>>>

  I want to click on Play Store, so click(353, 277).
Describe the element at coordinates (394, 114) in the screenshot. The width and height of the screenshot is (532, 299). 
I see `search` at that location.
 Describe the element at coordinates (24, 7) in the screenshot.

<<<
>>>

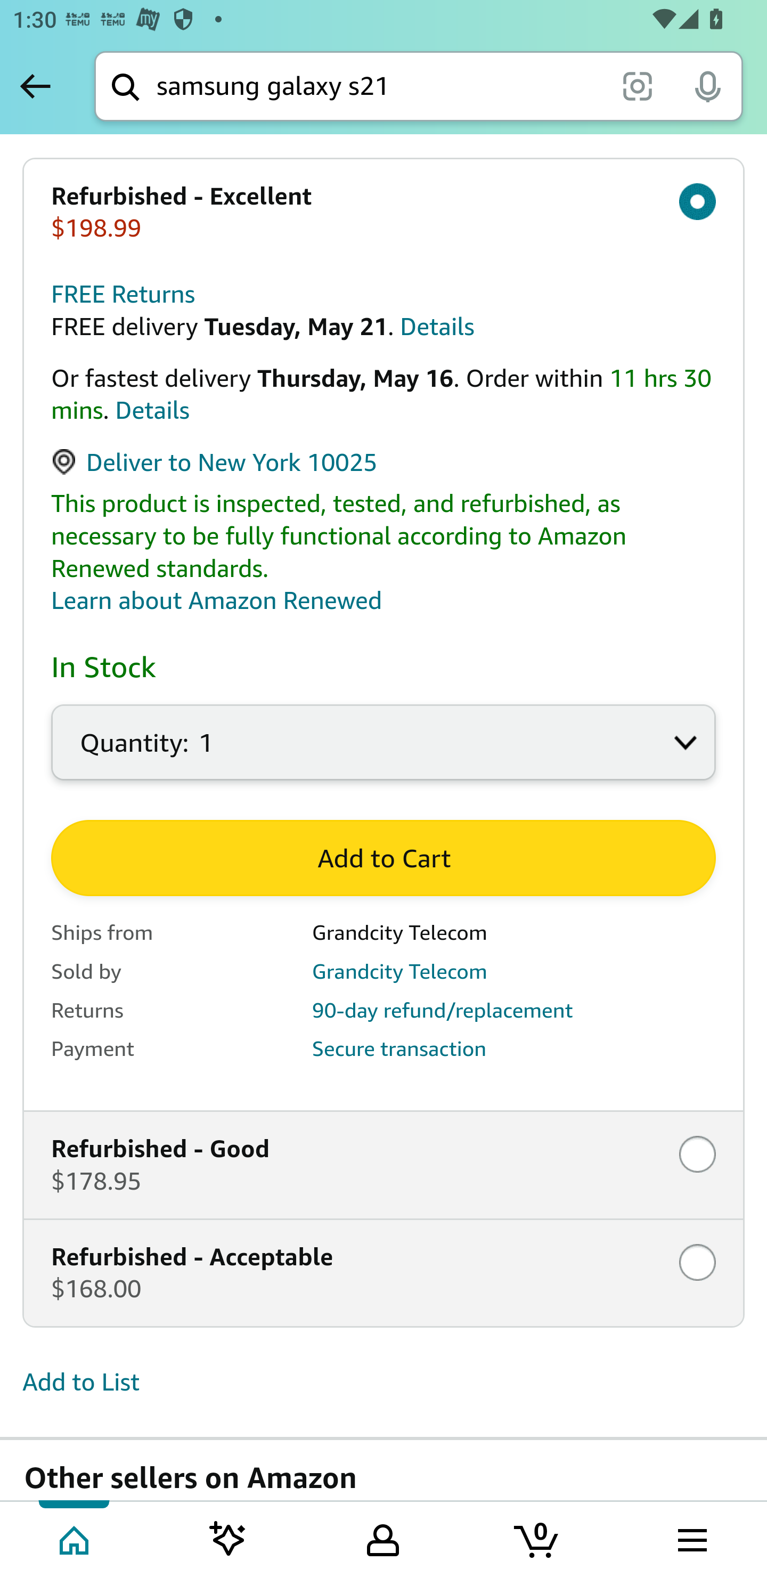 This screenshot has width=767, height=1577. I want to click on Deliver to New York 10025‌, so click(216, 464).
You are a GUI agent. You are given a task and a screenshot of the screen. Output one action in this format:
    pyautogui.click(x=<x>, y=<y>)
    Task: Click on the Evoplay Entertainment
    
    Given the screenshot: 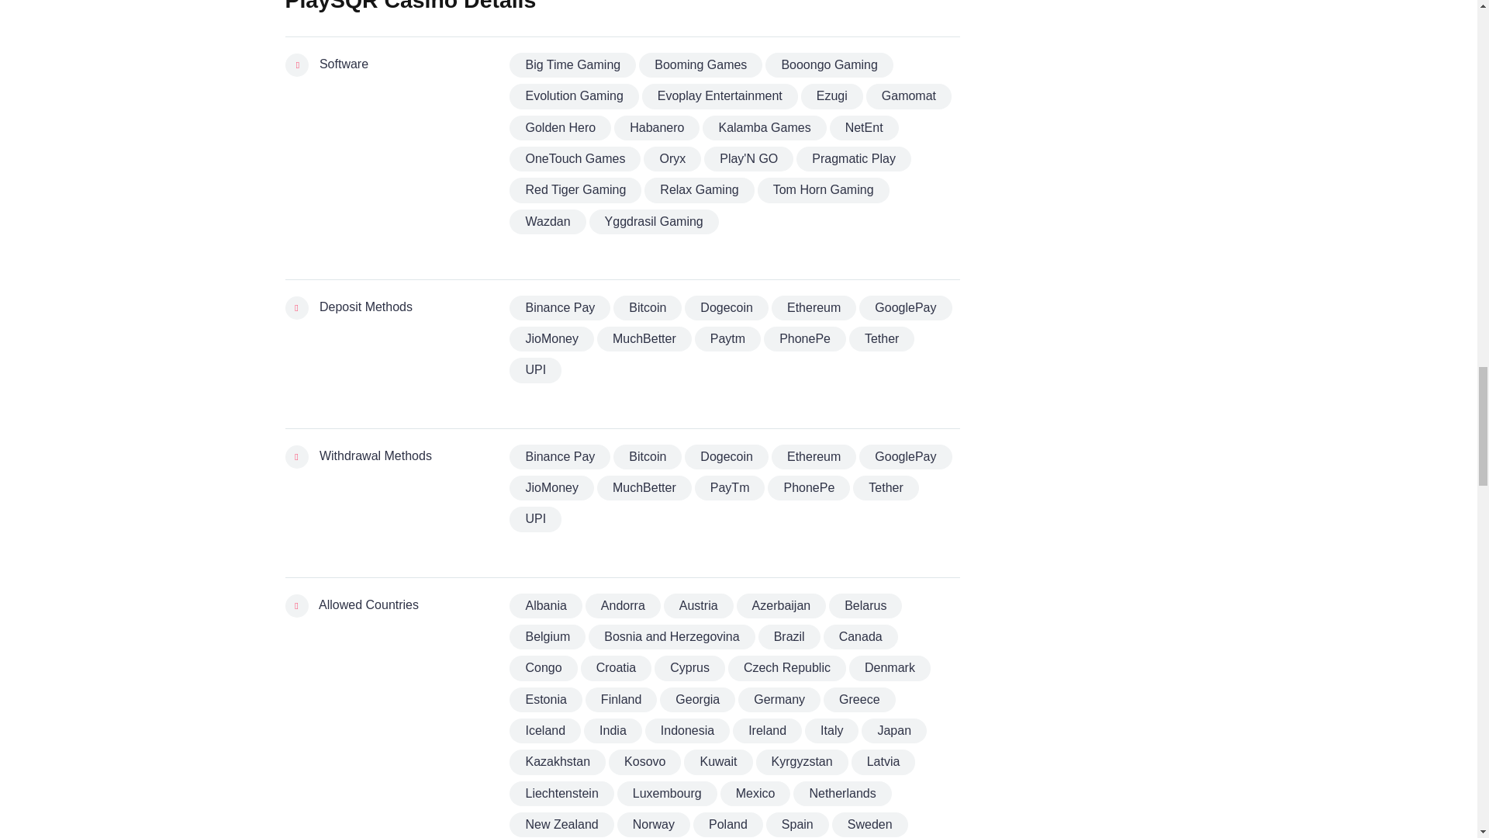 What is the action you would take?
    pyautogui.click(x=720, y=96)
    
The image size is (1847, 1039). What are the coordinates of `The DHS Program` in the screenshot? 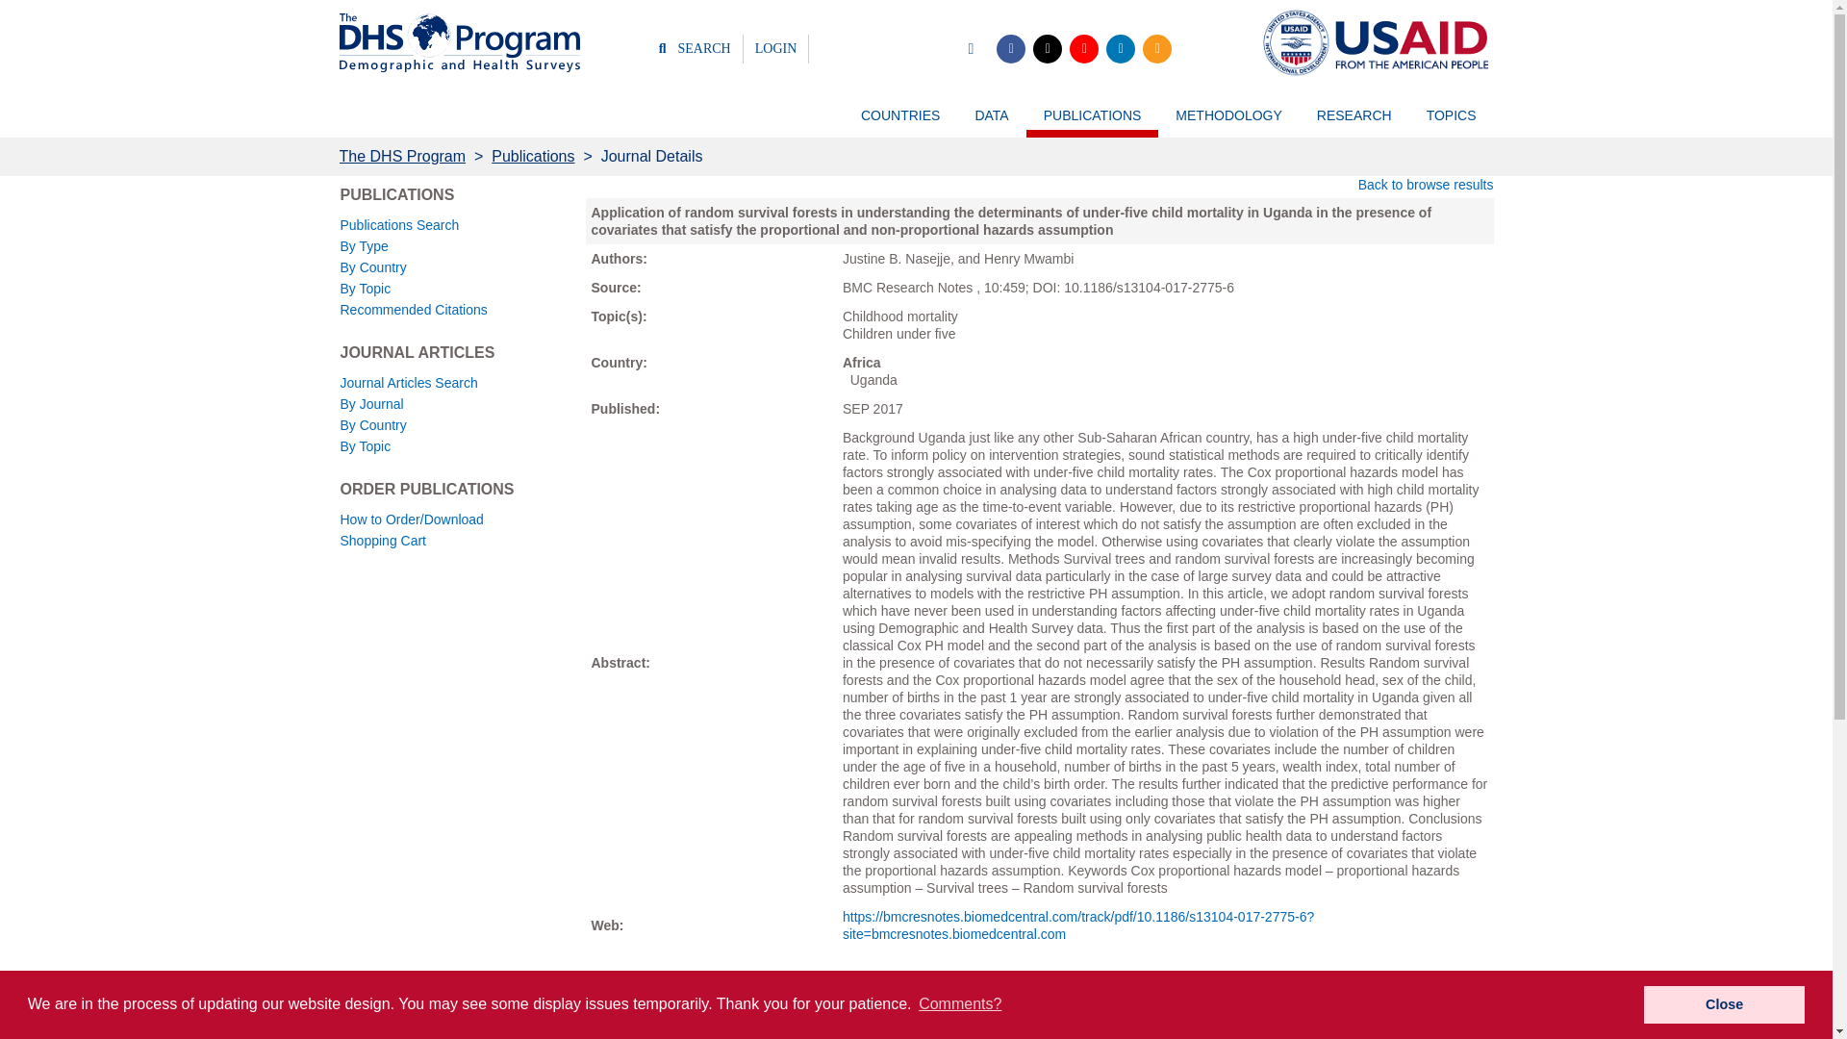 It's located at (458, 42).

<<<
>>>

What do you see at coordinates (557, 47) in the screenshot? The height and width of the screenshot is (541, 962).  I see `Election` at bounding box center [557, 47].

<<<

» **Task instructions**: In the listing above, find the line containing "Describe the element at coordinates (394, 114)" and the line containing "Describe the element at coordinates (24, 7)", then repeat those two lines and everything between them exactly.

» **Task output**:
Describe the element at coordinates (394, 114) in the screenshot. The width and height of the screenshot is (532, 299). 
I see `search` at that location.
 Describe the element at coordinates (24, 7) in the screenshot.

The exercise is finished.